Thursday, December 01, 2005

A Western Koan

The real trick is to write in a way as to not be aware of your audience, and conceal that fact from the world. However, one can never consciously decide to become unaware, so it is simply best to address your own past self and selfishly disregard all else.

One fine October morning, an entity visited the great tree stump of wisdom. The entity was a being of pure concept, albeit dressed in rather shaggy and unstylish clothes. The entity, tired from its long journey, sat on the stump and started crying quietly. This awoke the stump from his meditative session, and perplexed and concerned about his uninvited visitor's foul mood, the stump initiated a conversation. A conversation that will go down as the second most important discourse in history. A brief selection is presented below, unaltered (except for any snipping, editing for decency, content and formatting, as well as free reinterpretation, rhyming or omission), for your pleasure.

Stump: Oh kind sage, whose bottom bestows itself upon myself, what wise thought entertains your saddened disguise?

Entity: My actions are only attributable to myself by you, the factions of trees are witness to this attribution. What is my expected contribution, for you are a stump, a wise stump at that, but also a place to rest? The bond of trust is not a universal language.

Stump: I seek only that which wants to be found. For if you will not share any thought you do not wish to share, nor will you utter any utterance not meant to be heard. So speak, oh kind sage, and I will do with that as I please.

Entity: Perhaps I have not a thing to say to an old and untrustworthy stump as yourself? After all, as an echo of an ancient oak, you have nothing to lose, and as a forecomer of the fertile soil that will feed many a sapling, you have nothing left to gain. Any fool knows that there is nothing quite as dangerous as a wise being with nothing to gain, nothing to lose, and nothing to do. Nevertheless, I too, have not much to lose, and no desire to gain, and while perhaps not as wise, I am just as dangerous as yourself. So, seeing as how you are as comfortable as you are ever going to be, let me tell you a tale.

And the entity proceeded to tell a rather detailed, and boring, account of its travels, with the occasional detour into its opinion on tax reform and the weather. The details of the story are unimportant to us, for truly, even the immortals among us have better things to do than to hear in riveting detail the amazing selection of shoe laces offered by the street merchants of a nearby town. What is important, however, that throughout the painful two week retelling of its epic advetures, the entity not once has given a justification for a single one of its actions. As if utterly devoid of reason, an otherwise wise sage, floated on the river of life merely bobing up and down with the currents. A fact that perplexed the stump to the point where he dared asked another question, facing a quite real risk of engaging his visitor in another tirade.

Stump: Dare I ask, dear sage, why are you here?

Entity: Why, have I not just spent a fortnight detailing the specifics of why I am where I currently am? Have I been wasting my precious breath on you, have you not listened or not understood?

Stump: Quite the opposite, I am now very well versed in the details of how you wound up where you sit right now. However, nowhere in your tale have you indicated the reason behind the events that transpired within. So, I ask again, why are you here?

Entity: Events happen now because of the way the world was before. It is an infinite cycle of cause and effect, to look for reason is to lose one's mind.

Stump: I see, so you do not possess the power of choice. The power to decide the way the world is, and the ability to direct the way it is going to be. How interesting.

Entity: What a preposterous supposition, I am an entity of pure concept, if anything, I am the power of choice myself. How dare you speak such offense at me?

Stump: No offense was intended, however, if you do, in fact, have the power to choose your own destiny, do you enjoy being here?

Entity: I suppose there are plenty of places I'd rather be than a murky damp old forest.

Stump: Why are you not in a place you want to be in the most?

Entity: Well, for one, because I am engaged in discourse with a rotting tree stump instead of continuing on with my journey.

Stump: Would you have told me your tale if I did not dare ask you to speak? If I kept my silence, would you be here right now?

Entity: Of course not!

Stump: So while you have the power to choose, and chose to tell me your story, I have the power to constrain your destiny. Yet I am just a tree stump, I hold no real power unless given to me by the choice of others. So I dare ask yet another time, why are you here?

...and at that, the entity became enlightened.

1 comment:

Oprion said...

They used to poison people like you.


**Exercise instructions**
Would you retype the lines from the one that holds "Describe the element" to the final line of the entries below, both ends included and exactly as written, but without pictures?

**Records to process**

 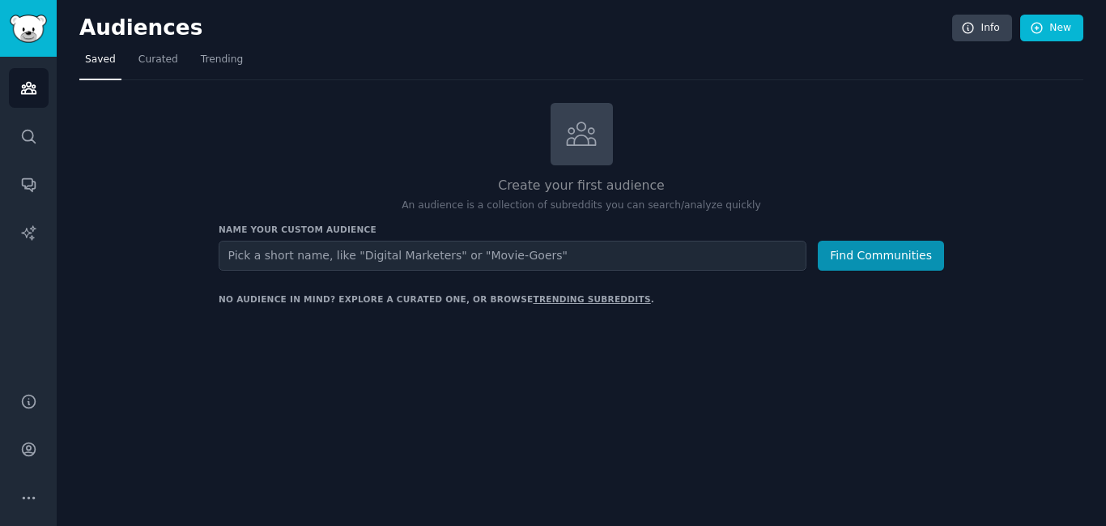 What do you see at coordinates (222, 63) in the screenshot?
I see `a: Trending` at bounding box center [222, 63].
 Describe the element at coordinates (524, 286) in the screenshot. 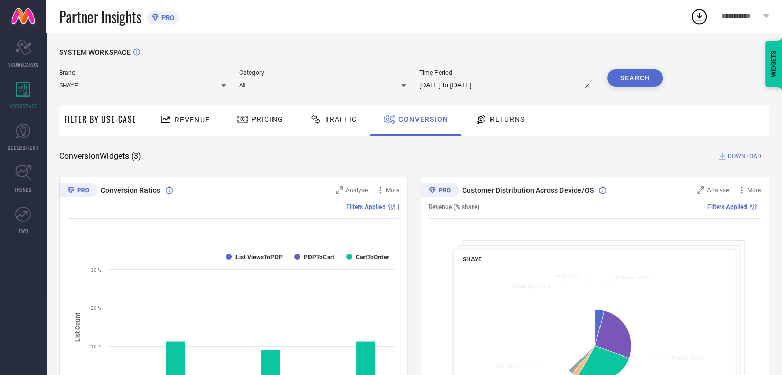

I see `tspan: Mobile Web` at that location.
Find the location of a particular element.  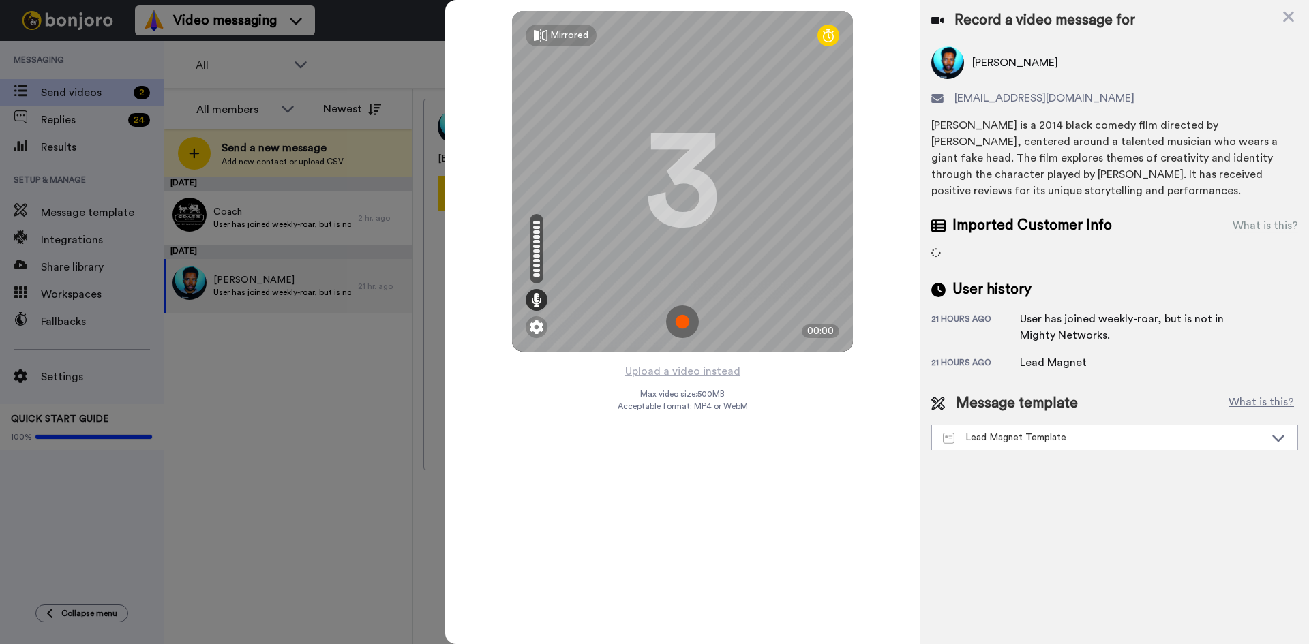

span: Max video size: 500 MB is located at coordinates (682, 394).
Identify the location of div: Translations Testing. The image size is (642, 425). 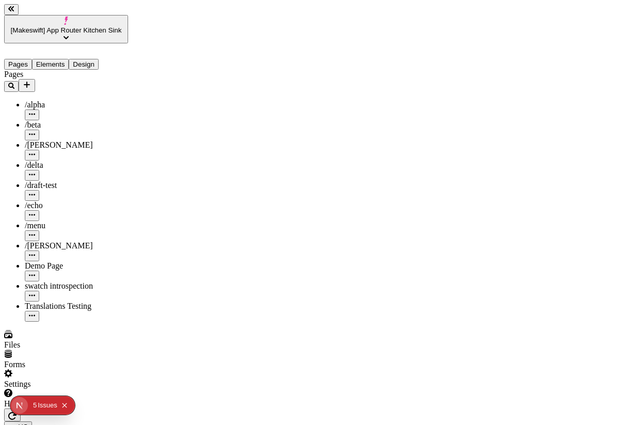
(76, 306).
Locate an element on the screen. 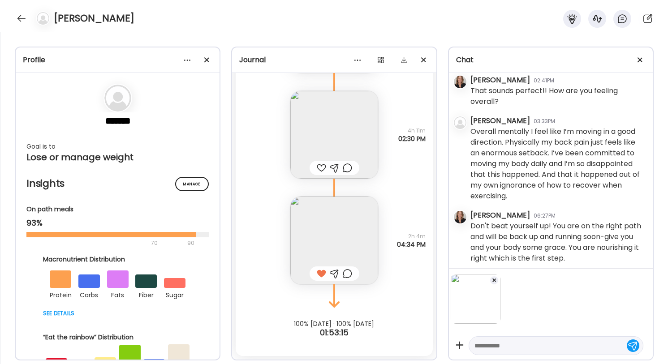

**Answer to this exercise**
 Describe the element at coordinates (524, 286) in the screenshot. 

I see `tspan: Mobile Web` at that location.
Find the location of a particular element.  

span: Max video size: 500 MB is located at coordinates (682, 394).
Identify the location of div: Translations Testing. The image size is (642, 425). 
(76, 306).
Locate an element on the screen. 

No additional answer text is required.